The Most Expensive System Is the One Your Team Stops Using

There is a version of ERP investment that has very little to do with the needs of the business and quite a lot to do with the ambitions of the people who approved it. More modules, more integration, more visibility. The system becomes a statement of intent rather than a tool people use.

The problem is not capability. It is adoption. A system that captures more than your team is willing to maintain produces worse data than a simpler one they use consistently.

The optimum level of complexity

Every business has a level of system complexity that is appropriate to what it does. Below it, you are flying partially blind. Above it, you are generating admin burden without generating better decisions.

Finding that optimum requires answering three questions.

What does the business actually do?

A business managing bespoke engineered projects across multiple clients has fundamentally different information needs from a property portfolio or a site services operation. When leading an ERP integration workstream following an acquisition, four operating model gaps required mapping before a single configuration decision was made: how time was captured, how procurement worked, how materials were tracked, and what project controls the business needed. Each represented a point where a single system design would have failed one side of the business.

A property business, by contrast, needs rent reconciliation, compliance tracking, and a monthly cashflow view. A spreadsheet and an AI subscription at under £20 a month handles that reliably. Adding an enterprise ERP to that business would not produce better decisions. It would produce a more expensive maintenance burden.

How does data need to connect across functions?

Where multiple systems coexist, the information architecture connecting them matters as much as the systems themselves. In project-controlled environments, consistent reference coding across document management, cost tracking, and the programme schedule creates a reporting view that no single system can replicate on its own. A package of work carries the same reference code through all three, so performance can be read across all three simultaneously. Without that architecture, every report is a manual reconciliation exercise.

This is not an argument for more software. It is an argument for thoughtful data design, which can often be achieved within simpler tools if the underlying structure is right.

Are you recording data or driving decisions?

The clearest signal that a system has overshot is when data is collected but nobody acts on it. When a reporting function exists but the outputs sit unread, or when the team spends more time entering data than using it, the admin burden has exceeded the value delivered.
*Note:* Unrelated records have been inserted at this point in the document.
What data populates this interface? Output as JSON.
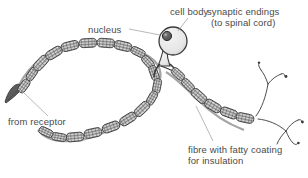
{
  "figure": {
    "background_color": "#ffffff",
    "line_color": "#3a3a3a",
    "label_color": "#4a4a4a",
    "cell_body_fill": "#e8e8e8",
    "myelin_fill": "#9a9a9a",
    "caption": ""
  },
  "labels": {
    "nucleus": "nucleus",
    "cell_body": "cell body",
    "synaptic_endings_line1": "synaptic endings",
    "synaptic_endings_line2": "(to spinal cord)",
    "from_receptor": "from receptor",
    "fibre_line1": "fibre with fatty coating",
    "fibre_line2": "for insulation"
  },
  "parts": {
    "dendrite_tip": "dendrite-tip",
    "axon": "myelinated-axon",
    "cell_body": "cell-body",
    "nucleus": "nucleus",
    "synaptic_terminals": "synaptic-terminals"
  }
}
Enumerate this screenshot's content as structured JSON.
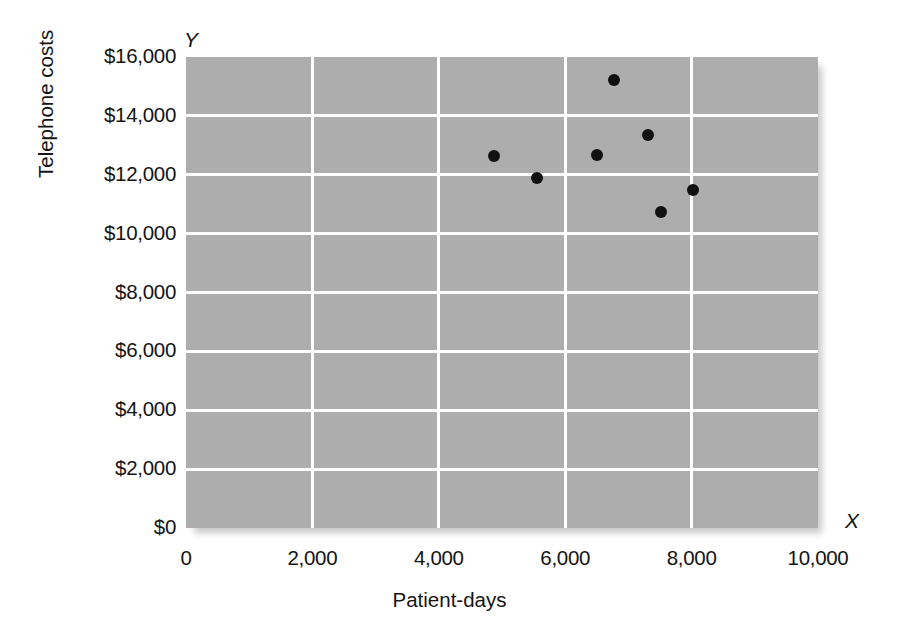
{
  "chart_data": {
    "type": "scatter",
    "title": "",
    "xlabel": "Patient-days",
    "ylabel": "Telephone costs",
    "x_axis_letter": "X",
    "y_axis_letter": "Y",
    "xlim": [
      0,
      10000
    ],
    "ylim": [
      0,
      16000
    ],
    "grid": true,
    "legend": "none",
    "plot_background": "#adadad",
    "gridline_color": "#ffffff",
    "point_color": "#111111",
    "x_ticks": [
      {
        "value": 0,
        "label": "0"
      },
      {
        "value": 2000,
        "label": "2,000"
      },
      {
        "value": 4000,
        "label": "4,000"
      },
      {
        "value": 6000,
        "label": "6,000"
      },
      {
        "value": 8000,
        "label": "8,000"
      },
      {
        "value": 10000,
        "label": "10,000"
      }
    ],
    "y_ticks": [
      {
        "value": 0,
        "label": "$0"
      },
      {
        "value": 2000,
        "label": "$2,000"
      },
      {
        "value": 4000,
        "label": "$4,000"
      },
      {
        "value": 6000,
        "label": "$6,000"
      },
      {
        "value": 8000,
        "label": "$8,000"
      },
      {
        "value": 10000,
        "label": "$10,000"
      },
      {
        "value": 12000,
        "label": "$12,000"
      },
      {
        "value": 14000,
        "label": "$14,000"
      },
      {
        "value": 16000,
        "label": "$16,000"
      }
    ],
    "points": [
      {
        "x": 4870,
        "y": 12640
      },
      {
        "x": 5550,
        "y": 11890
      },
      {
        "x": 6500,
        "y": 12670
      },
      {
        "x": 6770,
        "y": 15220
      },
      {
        "x": 7310,
        "y": 13350
      },
      {
        "x": 7520,
        "y": 10730
      },
      {
        "x": 8020,
        "y": 11480
      }
    ]
  }
}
That is the point to simplify, not add.

Why ERP projects tend to overshoot

The people scoping an ERP project are rarely the people who will use it every day. The gap between what is specified and what is practical tends to widen during implementation, and by the time the system goes live, the design has often settled on a level of complexity that works for the team that built it and creates friction for everyone else.

The businesses that get this right treat the operating model conversation as the first deliverable, not an input to a system selection. They understand what they are trying to report on before they decide which system will report it.

How PeakRatio helps

PeakRatio works with founder-led SMEs on the operational infrastructure decisions that determine whether a business scales cleanly or accumulates friction. That includes helping businesses identify the right level of reporting capability for their current stage, and the system architecture that delivers it without creating admin burden that erodes the value.

If your business is growing into a system question, visit PEAKRATIO to find out how we approach it.